Jul 23, 2013 14:33
So, my mother died on Sunday, July 14.
I got an email from my pop on July 2 saying she was critically ill and to please call her friend Janice in Las Vegas for details. I got in touch with pop, Janice, and hospital, and then the whirlwind began. By the time anybody found me, she'd been in the hospital for 8 days, and had been in an induced coma and intubated for 3. She had a right pleural effusion, pneumonia, hyponatremia, malnutrition, and a whole slew of other issues too numerous to name now.

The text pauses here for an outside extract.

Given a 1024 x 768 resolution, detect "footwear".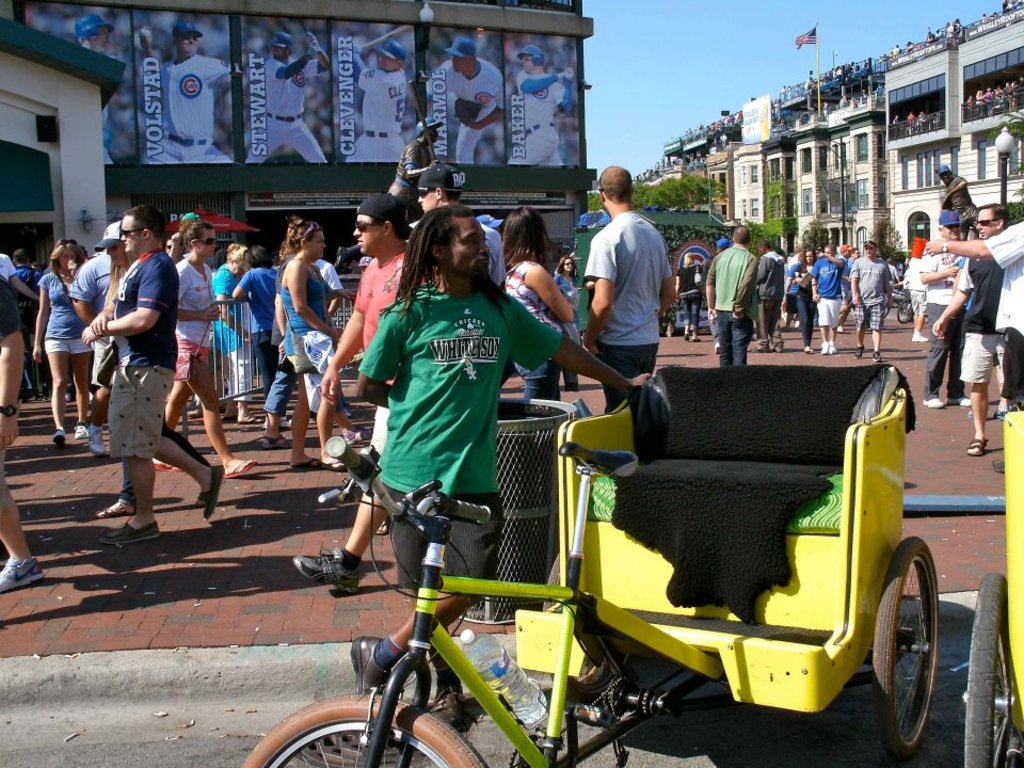
(left=342, top=426, right=372, bottom=448).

Overnight, the hospital started calling me for permissions for more procedures, including biopsies. On Wednesday afternoon, July 3, the first doctor I talked to said her labs were looking better after they'd tapped the effusion/drained lung fluid and things were looking up. By 9pm the biopsies had come back, and the oncologist called me and said we were dealing with small cell lung cancer and the only hope was aggressive chemo, which would likely not work, would not improve quality of life, and was not recommended. The original doctor called me also and said he did not think she would be able to survive without a ventilator.
She fricken hated that ventilator, and never wanted it in the first place.

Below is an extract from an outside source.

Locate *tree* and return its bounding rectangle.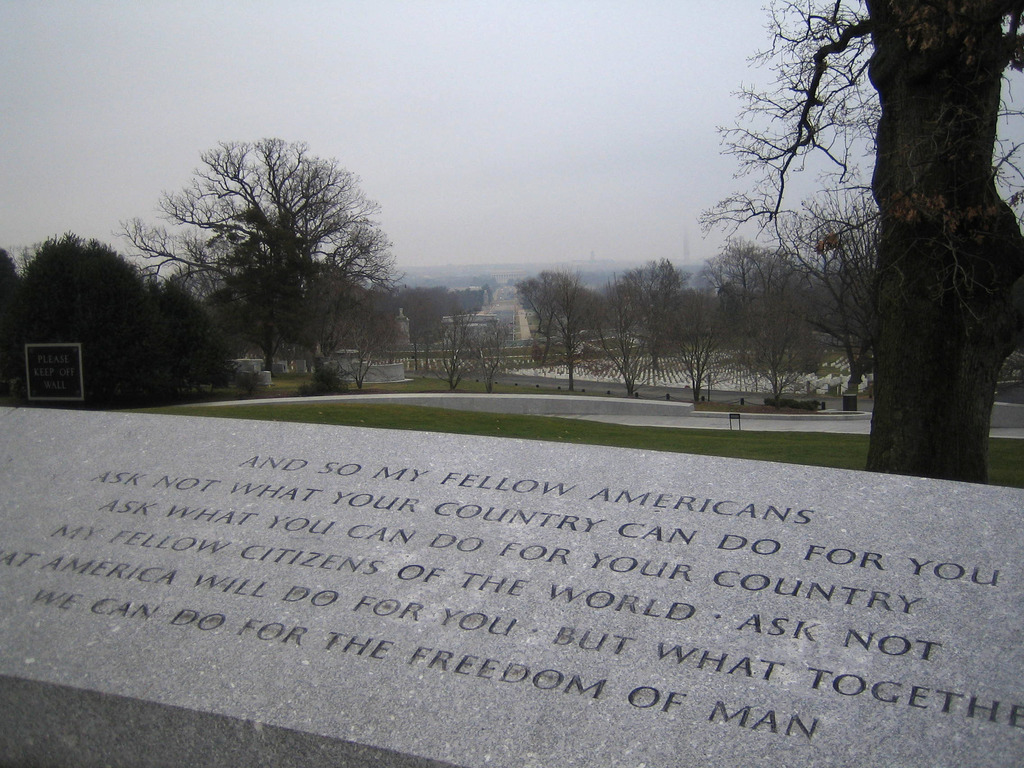
(403, 285, 493, 333).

I'm going to elide the details here, but I flew to Vegas on Sunday July 7, with the help and support of many friends who pulled together to make the trip possible. I spent a lot of days and hours waiting on other people and making the hospital wait on me and family and friends for decisions and changes to her care that had already been decided, but in the end I chose to take her off the ventilator and move her to hospice. She knew I was here (probably 50 times she woke up and was surprised and pleased - propofol turned her into Dory the Goldfish), but she was only really present for about 15 minutes after we got her into hospice, when she'd been off all the ICU drugs and the vent for hours. She said HI to me all excited when she first woke up, she wanted a chocolate malt so we got her that, we put her glasses on when she wanted them, and she said it was okay for Janice's son to come visit. And then they put her on the hospice cocktail and that was it.

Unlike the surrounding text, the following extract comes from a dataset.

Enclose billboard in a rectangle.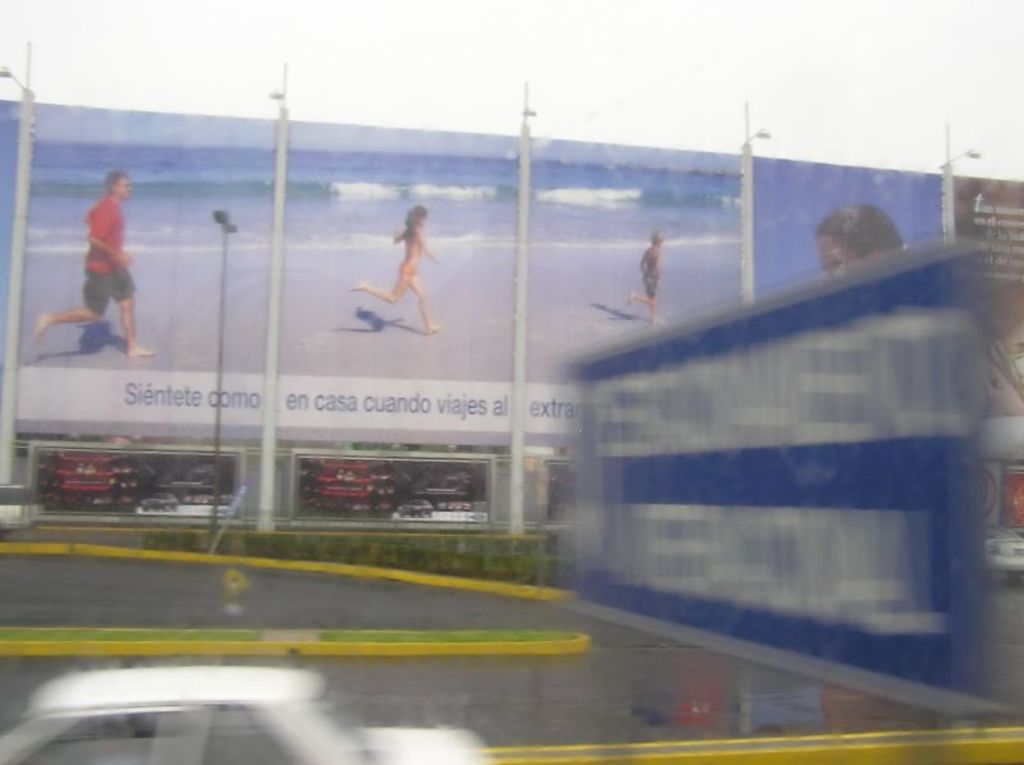
(x1=15, y1=152, x2=742, y2=430).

She fought and fought. She had a mission which kept her restless and in a constant state of negation (even back in ICU), and she never relented on it, from Wednesday until her passing on Sunday morning, unless I asked for more drugs. I sat by her bedside through most of it. In the ICU she liked music - in hospice, she didn't. There was not much to do but read email and facebook updates and hold her hand and speak quietly to her. I told her I'd be right back with more drugs to make things feel better. I told her I loved her. I told her that whatever she needed to get done, I would figure it out and take care of it, and she didn't need to hold on for that. Stubborn lady, fighting fighting fighting, but in the end, the lungs just failed.
...
In the week since, I've been cleaning out her house, donating her clothes, setting aside stuff that I want to keep, trying to find out about her finances so I can get her affairs in order. Her house and her paperwork is a mess (she was sick for about a year) but her closet is *immaculate*, just like the daughter of a psychotic person obsessed with neatness would have. ;) She liked peach/orange/coral and blue/aqua/peacock but other than that we have similar taste in... everything. It's a sad thing, going through her stuff, and knowing that the reason we never shared this stuff while she was alive was because she didn't want to bother me and intrude upon my life, and I didn't need a mom relationship and didn't reach out regularly as a result.
The memorial is today. It's going to be hard. Making all these decisions for her has been extraordinarily difficult for me, as her twin in many ways but as a stranger in lots of others, and I feel like I'm not getting things done right. Except for the part where she didn't want intrusive medical care. I know I did the right thing there.